Landmark Books in All Fields
ItemID: #118767
Cost: $750.00

Prison Life and Reflections

Mark Twain

"THE FIRST SLAVE RESCUERS TO GAIN RENOWN AMONG ABOLITIONISTS": VERY SCARCE 1851 EDITION OF THOMPSON'S PRISON LIFE AND REFLECTIONS, WITH FAMOUS FRONTISPIECE ENGRAVING OF THE THREE ABOLITIONISTS CHAINED TO THE CELL WALL

(TWAIN, Mark) (SLAVERY) Thompson, George. Prison Life and Reflections; Or, A Narrative of the Arrest, Trial, Conviction, Imprisonment, Treatment, Observations, Reflections, and Deliverance of Work, Burr, and Thompson… For Attempting to Aid Some Slaves to Liberty. Three Parts in One Volume. Hartford: A. Work, 1851. Octavo, original blind-stamped brown cloth. $750.

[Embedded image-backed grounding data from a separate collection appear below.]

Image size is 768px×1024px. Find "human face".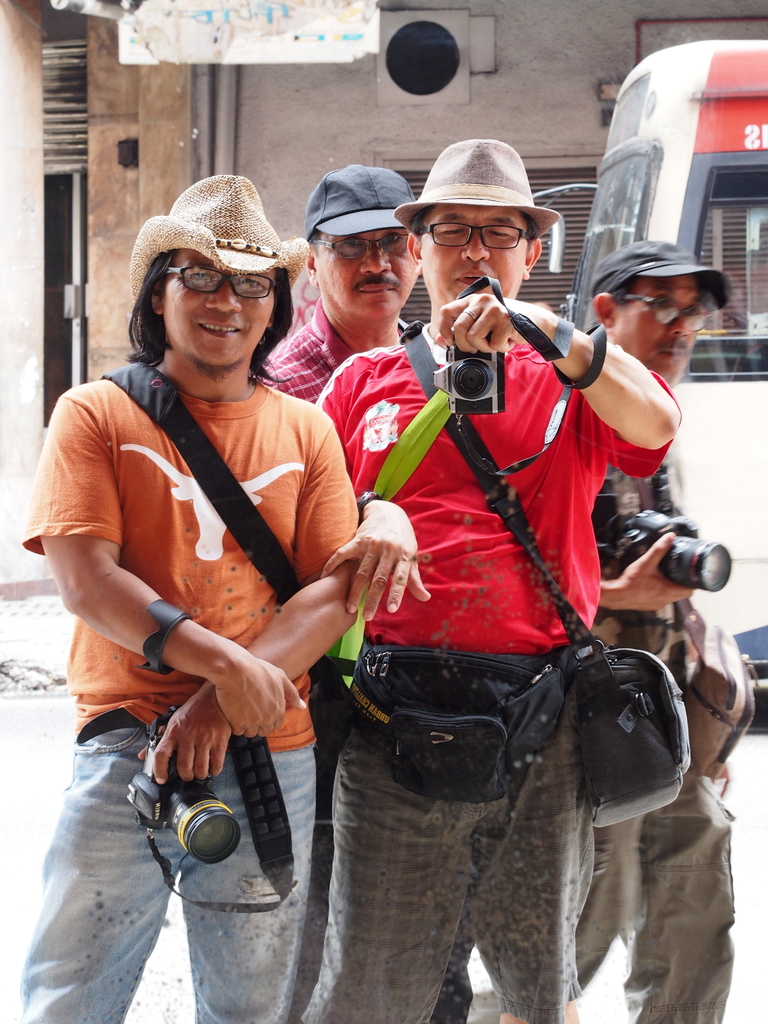
{"left": 164, "top": 257, "right": 277, "bottom": 371}.
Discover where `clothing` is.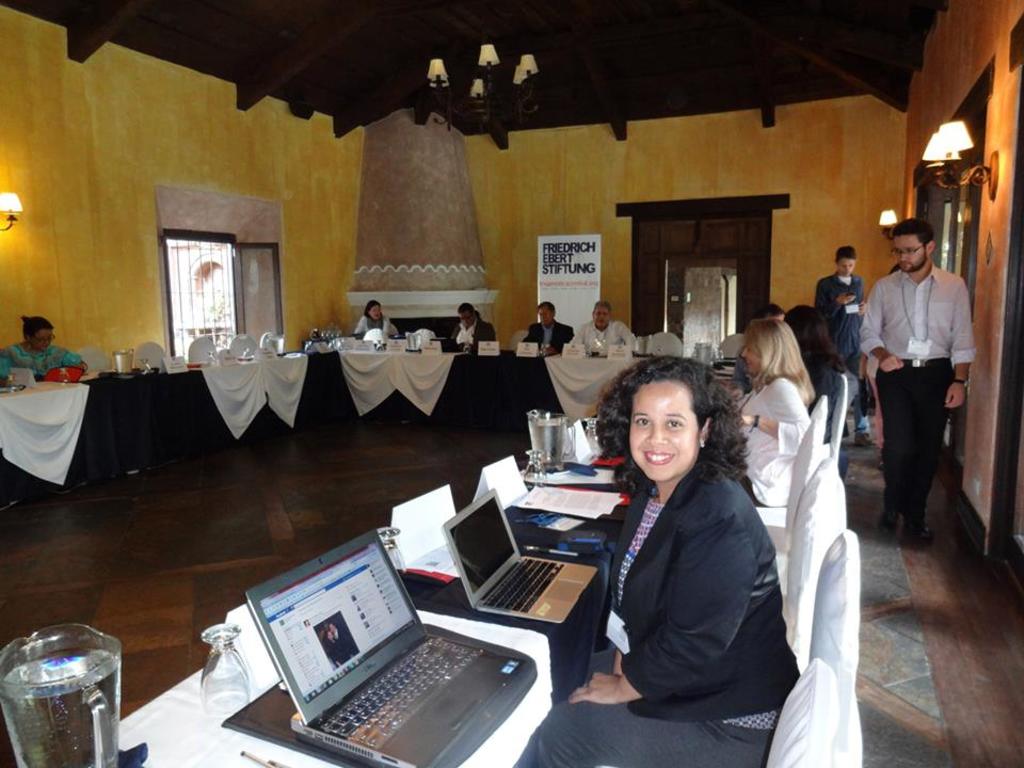
Discovered at [512, 320, 582, 355].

1851 edition of Thompson's powerful account of "one of the first instances of whites putting their lives at risk to rescue slaves," chronicling the attempted rescue of slaves on the bank of the Mississippi, the trial of the three famed abolitionists convicted by a jury that included the father of Mark Twain with the young Twain said to be in attendance, featuring the frontispiece engraving of the three abolitionists chained in ankle irons in their cell, in original cloth.

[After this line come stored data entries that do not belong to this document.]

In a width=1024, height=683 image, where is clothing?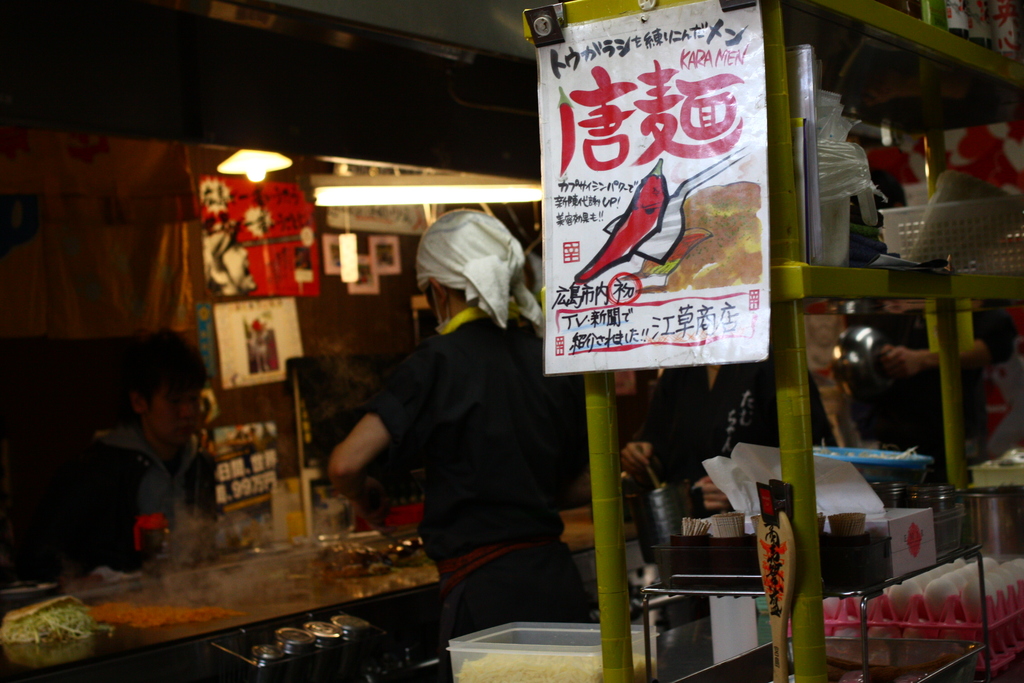
<region>635, 362, 812, 559</region>.
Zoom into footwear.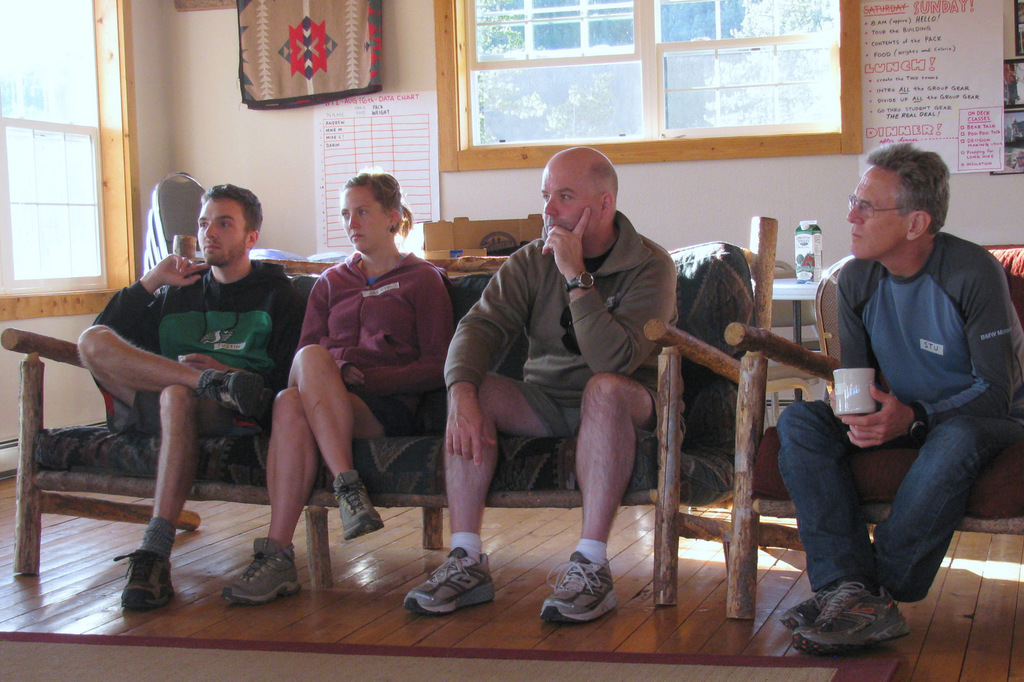
Zoom target: 337, 475, 382, 540.
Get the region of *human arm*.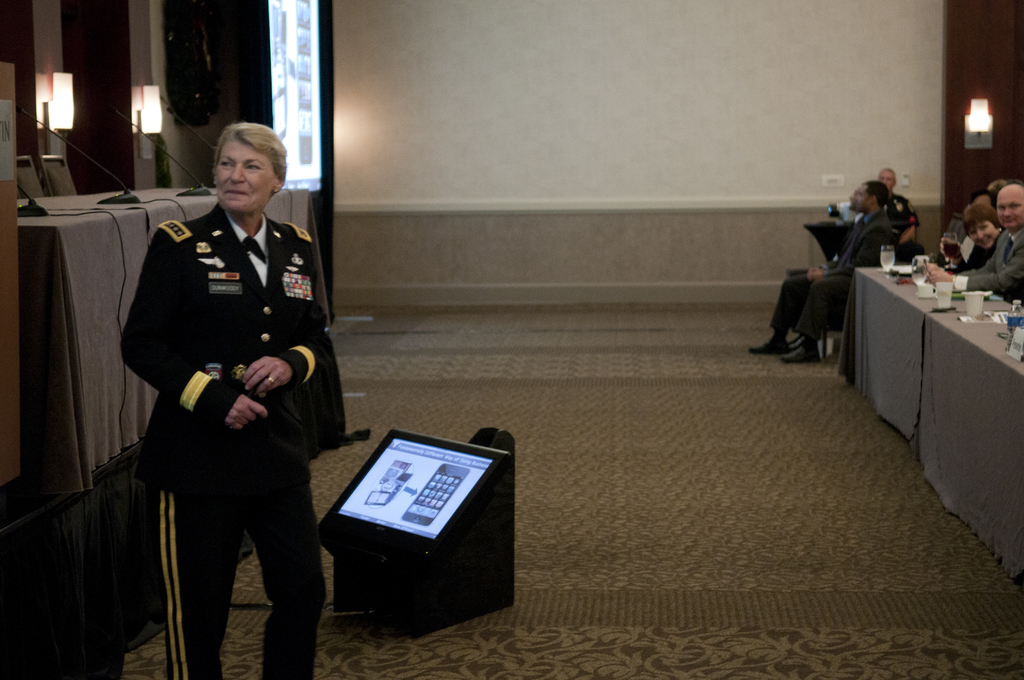
bbox=[120, 231, 269, 433].
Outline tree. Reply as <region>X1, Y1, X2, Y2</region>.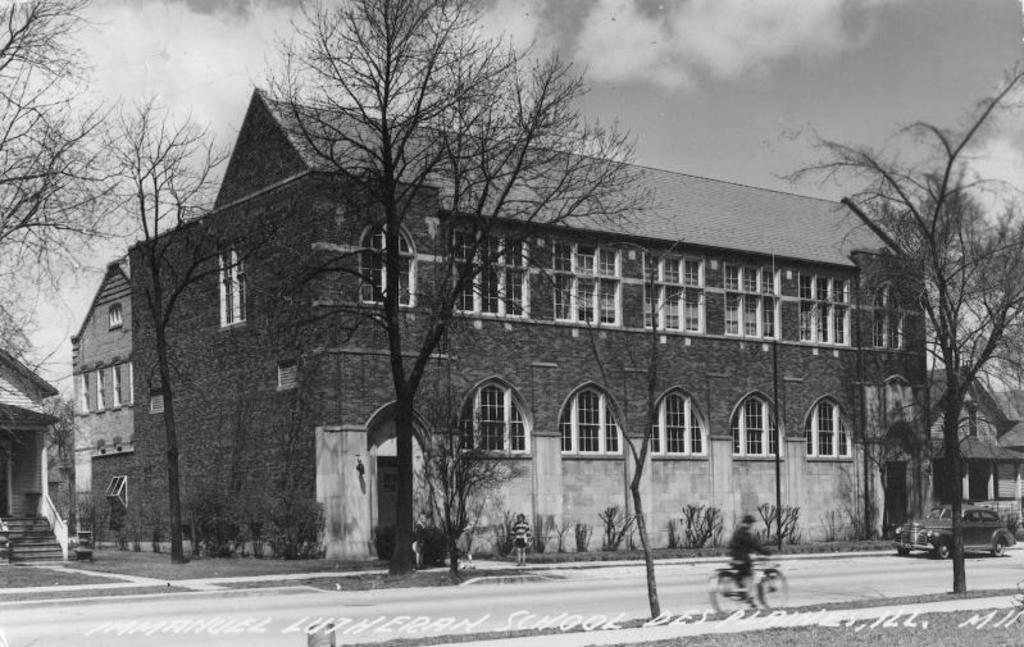
<region>479, 223, 720, 621</region>.
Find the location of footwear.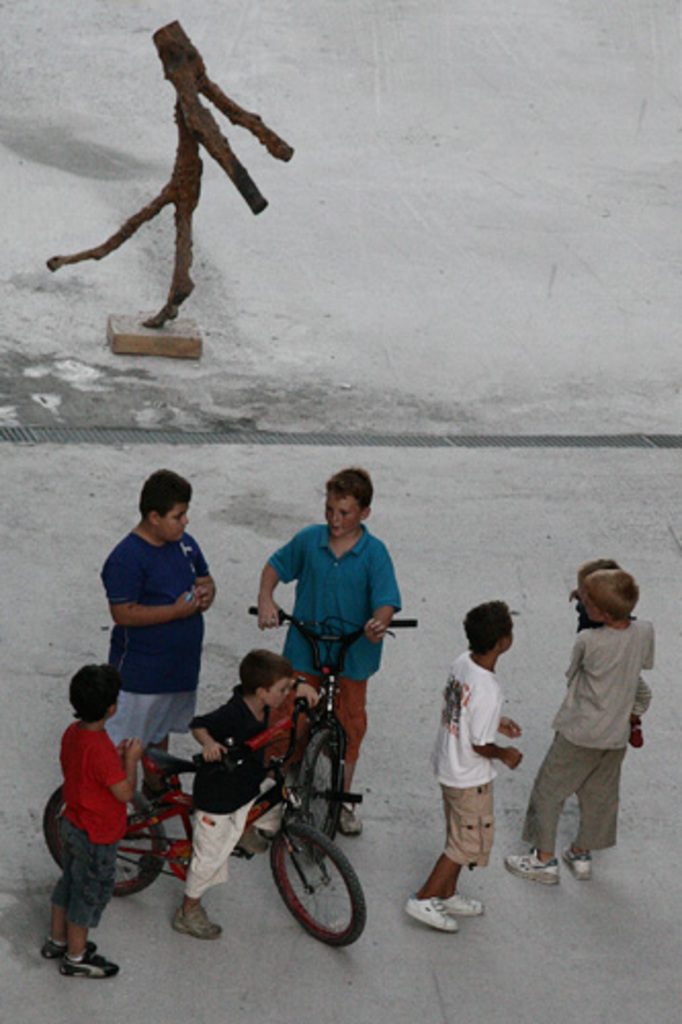
Location: <bbox>434, 887, 485, 922</bbox>.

In July 1841 minister George Thompson, co-founder of the Illinois State Anti-Slavery Society, Alonson Work of the Underground Railroad, and James E. Burr, became "the first slave rescuers to gain renown among abolitionists" (Harrold, Abolitionists and the South). Traveling to the Missouri side of the Mississippi River, where they attempted to help slaves cross into Illinois, they were betrayed and arrested. As lynch mobs formed outside the courthouse, the three men became "proof of the slaveholders' worst fears: abolitionist radicals from across the river would not be content to 'agitate' about slavery; they were ready to invade Missouri and steal slaves… Although there had been antislavery activity in Marion County, never before had white men been caught trying to free slaves" (Dempsy, Searching for Jim, 39-40). Their arrest, however, was legally precarious, for Missouri "had no law under which they could have been charged; false witnesses and a kangaroo court obtained the conviction" (Wolf 107).

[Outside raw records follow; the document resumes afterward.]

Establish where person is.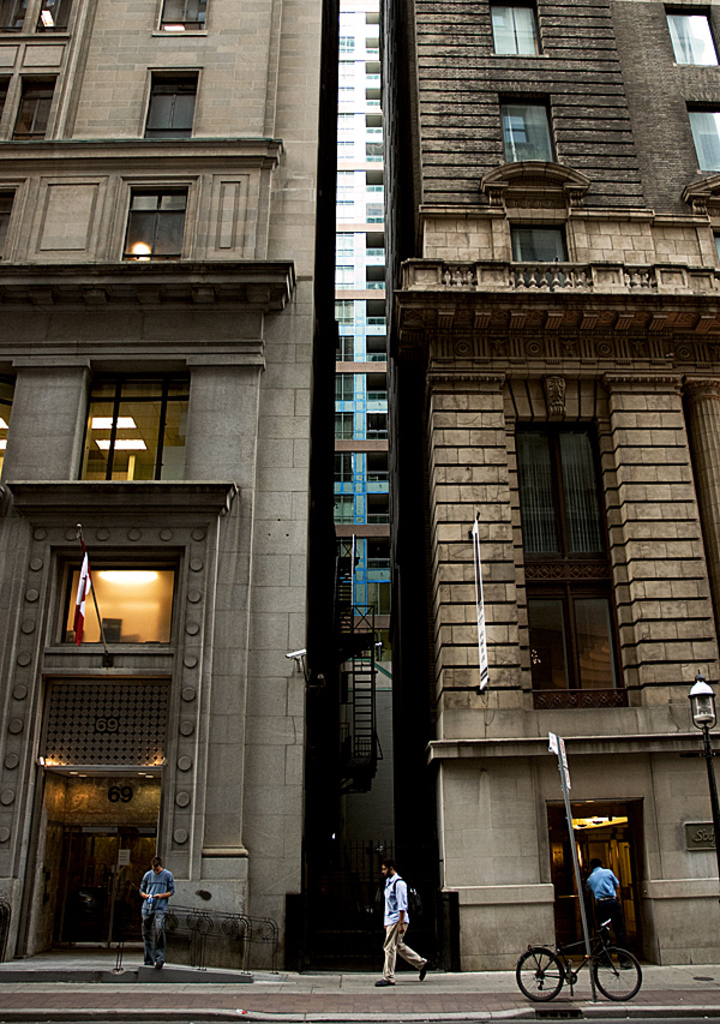
Established at BBox(138, 849, 175, 968).
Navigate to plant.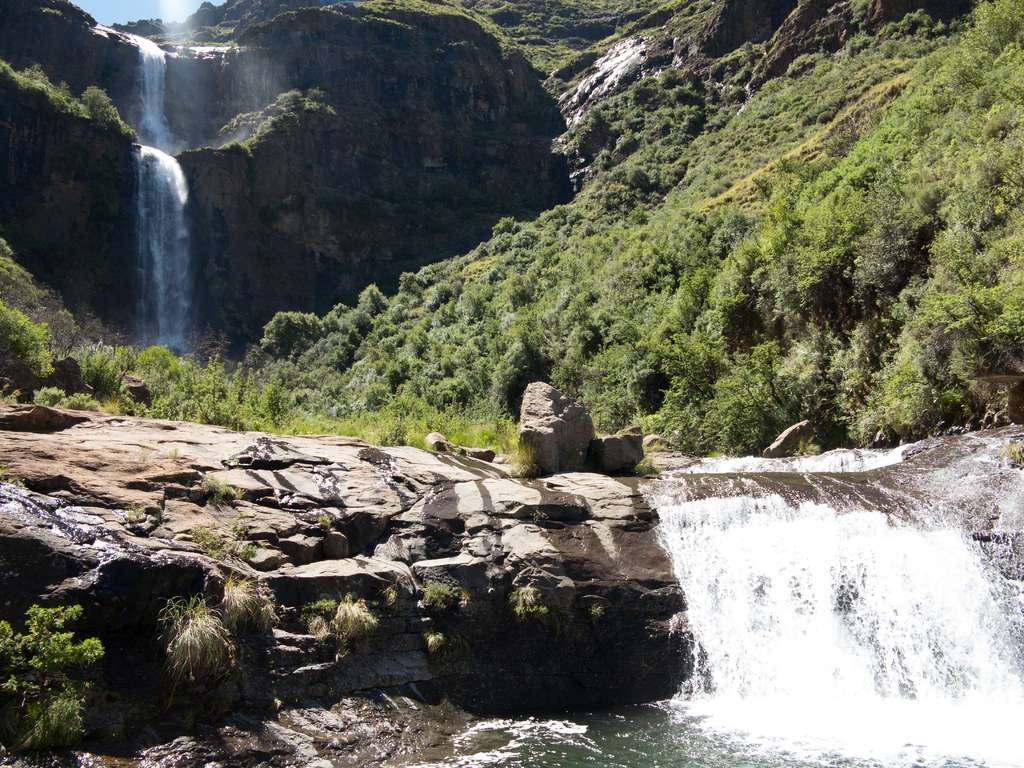
Navigation target: select_region(214, 570, 282, 644).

The jury included John Clemens—Samuel Clemens' father. The young Twain is said to have "attended the trial, which he referred to in A Scrap of Curious History (1903)" (Snodgrass, Underground Railroad). Twain's father "was proud of his service on the jury at this dramatic trial… But if John Clemens had taken pride in his role in the trial, his son Sam, years later, would just as soon have forgotten it. When Missouri historian R.I. Holcombe wrote Twain in Hartford in 1883 requesting family recollections about the trial… Twain palmed the letter off on Orion," his brother (Fishkin, Lighting Out, 57). When the men were convicted and sentenced to 12 years of hard labor, the case was widely reported "as one of the first instances of whites putting their lives at risk to rescue slaves… Motivated largely by numerous petitions from the North and Britain and also from Marion County, Governor Edwards pardoned the abolitionists in 1846" (Dictionary of Missouri Biography, 743). Prison Life is "a unique compilation of letters, poems and journal extracts which exposed the treatment which slave sympathizers underwent… Thompson's last plea in this book was for others to use their pens and their tongues in 'opposing Slavery—the 'Mother of Abominations' in our land'" (Wolf 107). "Originally published in Oberlin, 1847" (Bibliography of the Negro, 339). Preceded by an 1848 New York edition and an 1849 Hartford edition. Copyright page stating: "Copyright transferred to Alonson Work." Blockson 9861. Owner signature. Early lending library bookplate, inkstamp to upper fore-edge.

Text fresh with only mild dampstaining at rear, front inner hinge expertly reinforced, handsome unrestored original cloth lightly rubbed. A near-fine copy.